Have I also learned a lot from these individuals with different points of view that I did not know before? Most definitely. Accurate messaging instead of misinformation is our greatest challenge, but the one thing I will not budge on is Civil Rights. There is no room for compromise when someone is being made a second-class citizen in the United States of America and there is no excuse to not treat everyone equally with dignity and respect. None.

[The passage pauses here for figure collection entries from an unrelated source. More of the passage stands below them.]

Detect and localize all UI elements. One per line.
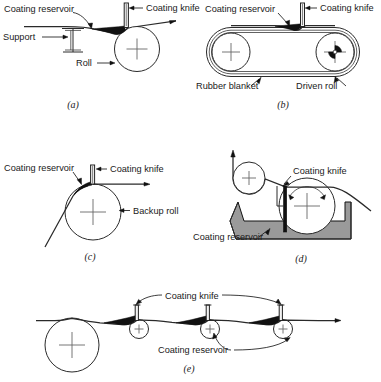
panel-c-backup-roll	[65, 184, 121, 240]
panel-e-caption: (e)	[183, 363, 195, 375]
panel-c-knife-arrowhead	[96, 167, 101, 171]
panel-b-left-roll	[212, 33, 250, 71]
panel-b-driven-arrowhead	[334, 76, 338, 82]
panel-e-knife-arrowhead-right	[276, 299, 281, 304]
panel-a-roll-arrowhead	[110, 61, 115, 65]
panel-b-rubber-blanket-label: Rubber blanket	[196, 81, 259, 91]
panel-d-upper-roll	[233, 162, 265, 194]
panel-a: Coating reservoir Coating knife Support …	[3, 3, 200, 111]
panel-b-caption: (b)	[277, 99, 289, 111]
panel-a-web-arrow	[170, 21, 177, 24]
panel-c-backup-roll-label: Backup roll	[133, 206, 178, 216]
panel-e-main-roll	[45, 318, 99, 372]
panel-d-coating-reservoir-label: Coating reservoir	[193, 232, 263, 242]
panel-b: Coating reservoir Coating knife Rubber b…	[196, 3, 374, 111]
panel-e: Coating knife Coating reservoir (e)	[36, 291, 341, 376]
panel-a-coating-knife	[124, 3, 128, 28]
panel-b-coating-knife-label: Coating knife	[320, 3, 374, 13]
knife-coating-figure: Coating reservoir Coating knife Support …	[0, 0, 381, 382]
panel-e-coating-reservoir-fluid-3	[249, 316, 280, 325]
panel-e-coating-reservoir-fluid-2	[176, 316, 207, 325]
panel-d-caption: (d)	[295, 253, 307, 265]
panel-e-reservoir-leader-2	[234, 339, 289, 350]
panel-a-roll-label: Roll	[76, 58, 92, 68]
panel-e-coating-reservoir-fluid-1	[104, 316, 136, 325]
panel-a-support-arrowhead	[63, 35, 68, 39]
panel-a-knife-arrowhead	[129, 6, 134, 10]
panel-a-coating-reservoir-label: Coating reservoir	[4, 4, 74, 14]
panel-d: Coating knife Coating reservoir (d)	[193, 150, 371, 265]
panel-c: Coating reservoir Coating knife Backup r…	[4, 163, 178, 264]
figure-canvas: Coating reservoir Coating knife Support …	[0, 0, 381, 382]
panel-a-support	[62, 29, 84, 53]
panel-b-driven-roll	[316, 33, 354, 71]
panel-d-coating-knife-label: Coating knife	[293, 166, 347, 176]
panel-b-coating-knife	[301, 3, 305, 27]
panel-d-web-arrow	[231, 150, 235, 157]
panel-b-driven-leader	[337, 78, 346, 86]
panel-e-coating-reservoir-label: Coating reservoir	[158, 345, 228, 355]
panel-c-coating-knife	[91, 165, 95, 184]
panel-c-caption: (c)	[84, 251, 96, 263]
panel-b-coating-reservoir-label: Coating reservoir	[205, 4, 275, 14]
panel-e-web-arrow	[335, 319, 341, 323]
panel-c-coating-reservoir-label: Coating reservoir	[4, 163, 74, 173]
panel-b-driven-roll-label: Driven roll	[296, 81, 337, 91]
panel-c-web-arrow	[144, 182, 150, 186]
panel-a-reservoir-leader	[73, 13, 91, 27]
panel-e-coating-knife-label: Coating knife	[165, 291, 219, 301]
panel-a-caption: (a)	[67, 99, 79, 111]
panel-b-knife-arrowhead	[305, 6, 310, 10]
panel-a-support-label: Support	[3, 32, 36, 42]
panel-a-coating-knife-label: Coating knife	[146, 3, 200, 13]
panel-c-coating-knife-label: Coating knife	[110, 164, 164, 174]
panel-e-knife-leader-right	[222, 295, 279, 303]
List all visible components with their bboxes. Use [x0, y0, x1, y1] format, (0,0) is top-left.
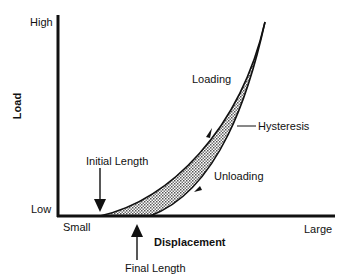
initial-length-label: Initial Length — [86, 155, 148, 167]
loading-direction-arrow — [206, 128, 212, 138]
hysteresis-label: Hysteresis — [258, 120, 309, 132]
loading-label: Loading — [192, 73, 231, 85]
hysteresis-area — [100, 22, 265, 216]
y-low-label: Low — [31, 203, 51, 215]
y-axis-title: Load — [11, 93, 23, 119]
x-large-label: Large — [304, 223, 332, 235]
unloading-direction-arrow — [194, 186, 202, 192]
unloading-label: Unloading — [214, 170, 264, 182]
y-high-label: High — [30, 16, 53, 28]
x-axis-title: Displacement — [154, 236, 226, 248]
final-length-arrow-head — [131, 224, 143, 237]
final-length-label: Final Length — [125, 262, 186, 274]
x-small-label: Small — [63, 221, 91, 233]
initial-length-arrow-head — [94, 199, 106, 212]
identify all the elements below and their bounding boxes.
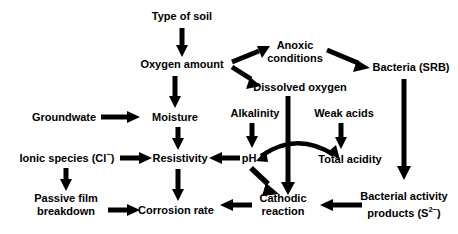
node-resistivity: Resistivity [152,152,207,165]
node-anoxic-conditions-line2: conditions [267,52,323,65]
flowchart-diagram: Type of soil Oxygen amount Anoxic condit… [0,0,458,234]
node-passive-film-breakdown: Passive film breakdown [34,192,98,218]
edge-anoxic-conditions-to-bacteria-srb [327,50,370,72]
edge-ionic-species-to-passive-film-breakdown [60,168,72,191]
node-type-of-soil: Type of soil [152,10,212,23]
node-passive-film-breakdown-line2: breakdown [34,205,98,218]
node-bacterial-activity-line2-superscript: 2− [428,205,437,214]
edge-ionic-species-to-resistivity [120,152,152,164]
edge-moisture-to-resistivity [172,127,184,150]
node-passive-film-breakdown-line1: Passive film [34,192,98,205]
node-dissolved-oxygen: Dissolved oxygen [253,81,347,94]
node-anoxic-conditions-line1: Anoxic [267,39,323,52]
node-bacteria-srb: Bacteria (SRB) [372,61,449,74]
node-ionic-species-tail: ) [111,152,115,164]
edge-bacterial-activity-to-cathodic-reaction [320,199,362,211]
node-bacterial-activity-line2-tail: ) [437,207,441,219]
node-ionic-species: Ionic species (Cl−) [20,152,115,165]
edge-passive-film-breakdown-to-corrosion-rate [108,204,140,216]
node-bacterial-activity-line1: Bacterial activity [360,188,447,205]
edge-type-of-soil-to-oxygen-amount [176,28,188,57]
node-ph: pH [242,152,257,165]
edge-oxygen-amount-to-anoxic-conditions [232,46,270,62]
edge-groundwater-to-moisture [101,111,140,123]
edge-weak-acids-to-total-acidity [335,123,347,149]
edge-ph-to-resistivity [209,152,240,164]
node-corrosion-rate: Corrosion rate [138,204,214,217]
node-anoxic-conditions: Anoxic conditions [267,39,323,65]
edge-cathodic-reaction-to-corrosion-rate [220,199,252,211]
node-ionic-species-text: Ionic species (Cl [20,152,107,164]
node-groundwater: Groundwate [32,111,96,124]
edge-bacteria-srb-to-bacterial-activity [397,79,411,180]
node-weak-acids: Weak acids [314,107,374,120]
node-oxygen-amount: Oxygen amount [140,58,223,71]
node-moisture: Moisture [152,111,198,124]
node-bacterial-activity-products: Bacterial activity products (S2−) [360,188,447,222]
node-bacterial-activity-line2-pre: products (S [367,207,428,219]
node-cathodic-reaction: Cathodic reaction [259,192,306,218]
node-cathodic-reaction-line2: reaction [259,205,306,218]
node-cathodic-reaction-line1: Cathodic [259,192,306,205]
edge-alkalinity-to-ph [246,123,258,148]
edge-oxygen-amount-to-moisture [169,76,181,108]
node-total-acidity: Total acidity [318,153,381,166]
node-bacterial-activity-line2: products (S2−) [360,205,447,222]
node-alkalinity: Alkalinity [231,107,280,120]
edge-resistivity-to-corrosion-rate [172,169,184,201]
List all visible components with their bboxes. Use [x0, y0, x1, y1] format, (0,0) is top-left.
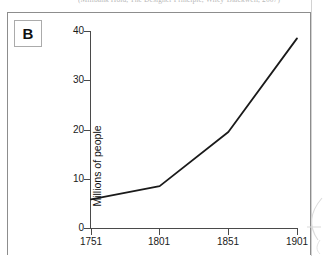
- plot-area: 40 30 20 10 0 Millions of people 1751 18…: [0, 0, 324, 256]
- series-svg: [0, 0, 324, 256]
- scan-artifact: [296, 196, 324, 256]
- population-line: [91, 38, 297, 199]
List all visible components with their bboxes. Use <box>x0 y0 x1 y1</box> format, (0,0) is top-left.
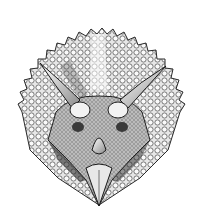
illustration-canvas <box>0 0 198 206</box>
left-eye-ridge <box>70 102 90 118</box>
right-eye <box>116 122 128 132</box>
right-eye-ridge <box>108 102 128 118</box>
left-eye <box>72 122 84 132</box>
triceratops-head-illustration <box>0 0 198 206</box>
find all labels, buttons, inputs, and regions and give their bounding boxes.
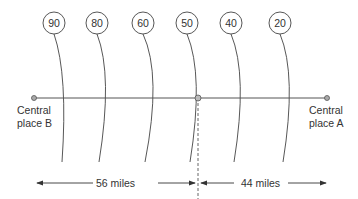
isoline-label-60: 60 [132,17,154,29]
place-b-label-line1: Central [17,104,52,117]
isoline-label-50: 50 [176,17,198,29]
isoline-label-80: 80 [86,17,108,29]
left-distance-label: 56 miles [93,177,138,189]
place-b-dot [32,96,37,101]
market-area-diagram: 90 80 60 50 40 20 Central place B Centra… [0,0,358,199]
place-a-label-line2: place A [309,117,343,130]
right-distance-label: 44 miles [238,177,283,189]
place-a-label: Central place A [309,104,343,130]
place-a-label-line1: Central [309,104,343,117]
place-b-label: Central place B [17,104,52,130]
diagram-canvas [0,0,358,199]
boundary-dot [195,95,201,101]
isoline-value-circles [43,12,291,34]
place-a-dot [325,96,330,101]
isoline-label-20: 20 [269,17,291,29]
isoline-label-90: 90 [43,17,65,29]
isoline-label-40: 40 [220,17,242,29]
place-b-label-line2: place B [17,117,52,130]
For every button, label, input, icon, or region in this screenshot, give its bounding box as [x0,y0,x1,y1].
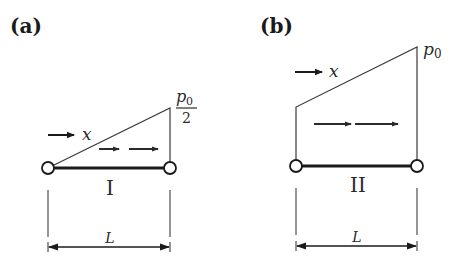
panel-b-x-label: x [329,61,339,81]
diagram-canvas: (a) x I p 0 2 L (b) [0,0,471,273]
panel-b: (b) x II p 0 L [260,14,442,251]
panel-b-load-sub: 0 [434,47,442,61]
panel-a-member-label: I [106,176,114,200]
panel-b-load-diagram [296,47,417,166]
panel-b-load-base: p [423,39,434,59]
panel-a-load-value: p 0 2 [176,87,197,126]
panel-a-load-numerator-base: p [176,87,186,106]
panel-b-load-value: p 0 [423,39,442,61]
panel-a-x-label: x [82,124,92,144]
panel-a-right-hinge-icon [164,162,176,174]
panel-a-load-denominator: 2 [182,110,191,126]
panel-a-label: (a) [10,14,42,38]
panel-a-left-hinge-icon [42,162,54,174]
panel-a-load-diagram [48,108,170,168]
panel-a-load-numerator-sub: 0 [186,95,193,108]
panel-b-right-hinge-icon [411,160,423,172]
panel-a: (a) x I p 0 2 L [10,14,197,252]
panel-b-label: (b) [260,14,293,38]
panel-b-left-hinge-icon [290,160,302,172]
panel-b-span-label: L [351,229,361,245]
panel-b-member-label: II [350,173,366,197]
panel-a-span-label: L [104,230,114,246]
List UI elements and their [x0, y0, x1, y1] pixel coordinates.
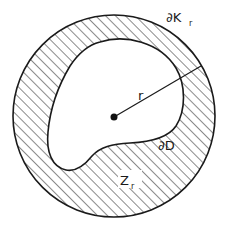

A little background info. I grew up in a broken home. My parents divorced and my father, being from a rural community with limited opportunities, was forced to travel to Texas to work in the oilfields. My mother retained custody and the courts removed me from my home at the age of 12 due to severe physical and emotional abuse from an addicted, alcoholic mother and made my grandmother my legal guardian. My grandmother was a sweet little second-grade school teacher, didn’t have a racist bone in her body, and was sitting in a church pew every time the door opened. She was a true woman of faith who obediently lived the words “Love one another” and sweetly hugged a sobbing 18-19-year-old girl at the kitchen table one dark night assuring her she was loved more than she could imagine as her granddaughter came out to her as a lesbian. All that being said, despite the turmoil and abuse, I have lived a privileged life. I feel I have a personal responsibility as a white woman who grew up in the Jim Crow South with privileges that were not made available to others, to strive for equality and civil rights for everyone. I’ve lived through desegregation, seen the horrors of cross burnings, black student lockers set on fire in a school, young white males starting a ‘BTA’ (Back To Africa) movement at my high school, and the N-word being tossed around in public and religious settings as casual as biscuits being passed around the dinner table. I’ve seen teenagers beaten because they were effeminate, preachers that spew that Blacks and Gays are marked by God and deserve to die from the pulpit while visiting rural country churches, and after being raised by the Greatest Generation whose grandfather was in the 1st Division and wounded on the WWII battlefield, I have zero tolerance for Nazis.

I’ve been an artist of 30+ years, walked away from my previous artistic career path and life, and have answered the calling for justice and equality. I will never be the same. I am forever committed to this path and will use whatever talents and skills I have available to continue to bring about change.

What do you think the key to happiness is?
Kindness, Integrity, Manners, Diversity, and Authenticity. Because it matters. It separates us from a hateful, savage existence.